I often end up choosing which games to play on the basis of which I am best at– familiarity begets skill begets more familiarity. It’s very fulfilling to do something you’re good at, even if it’s pointless. This kind of reassurance is never the only reason I play something, but I do think that it tends to nail me down to one or two games and genres more so than if I didn’t have that skill investment.

Which is why it feels really shitty when I don’t do well. The more practiced I am in a particular game, the more my past performance has lead me to believe I’m pretty good at it, the more pissed off I get when I perform poorly. This is true of pretty much everything I’ve come to believe myself competent at, of course, but it feels sillier for games since they’re ostensibly a recreational activity. Then again, I’ve never bought completely into that binary divide between recreation and work. They’re both a matter of serving needs, the question is just what needs need serving. We often end up working very hard indeed for our fun, don’t we?

One way or another.

Game rage is nothing new, but I’m surprised by how few people seem to share my particular brand. You see, I don’t get angry when I lose, I get angry when I fuck up. I’m actually often surprised when I find people getting angry at a game– don’t you guys know a learning opportunity when you see it? Anger at the game for performing as expected, or at the enemy players for being competent, seems rather misguided to me.

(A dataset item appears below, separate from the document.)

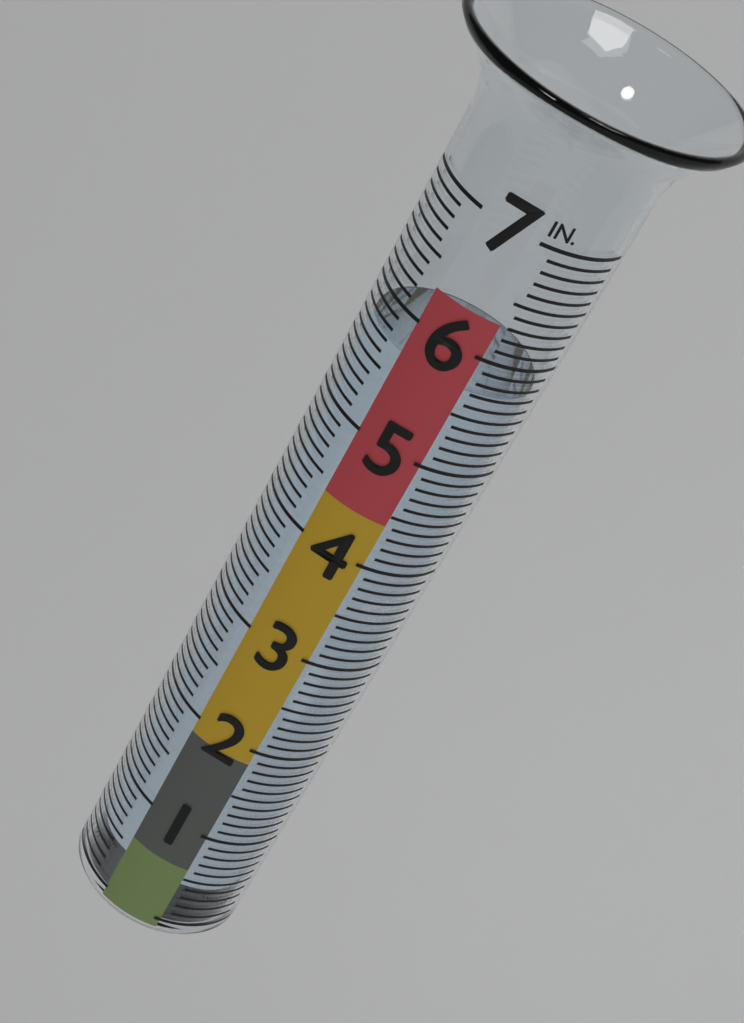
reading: 5.7 in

I suppose this is partially the product of playing team games where I know I can’t be the ultimate determinant of victory on my own– I’m resigned to the fact that even if I do my part, even if I’m the best player in the game, we may still lose. This can be frustrating if it happens over and over, but not enraging. However, when I notice myself doing things which I know are stupid, when I notice myself missing easy shots, when I notice myself playing much worse than I know I can…

It doesn’t help that I tend to play worse when I feel down, which makes me feel worse, which makes me play worse, and so forth. I’ve mostly learned to recognize these cycles when they start and try to either do something else or, at very least, take a few deep breaths…

We all want to be good at something, right? Games are often very good at faking this sensation, giving the player a sense of mastery, one which is entirely unearned, by way of experience systems, loot, rubber-banding, cutscene powers… These faked progressions tend to become less and less potent at fulfilling our needs for mastery as we become more experienced with games, as we learn to see under the curtain, as we grow as people.

Well, usually anyway.

Eventually, we’re lead to more and more unforgiving games, and at the end of this road we find out what most people learned earlier and easier: You can only get good at something if you can be bad at it– and, usually, the better it’s possible to be, the worse you suck when you start out.

You can’t pour water into a slab of ceramic. It has to be shaped like a cup.

 

Or a bowl or something, I guess.

3 Comments

  1. There’s that old zen koan about how you can’t pour tea into a full cup. I guess if it’s just a slab, that solves the whole thing. One hand clapping.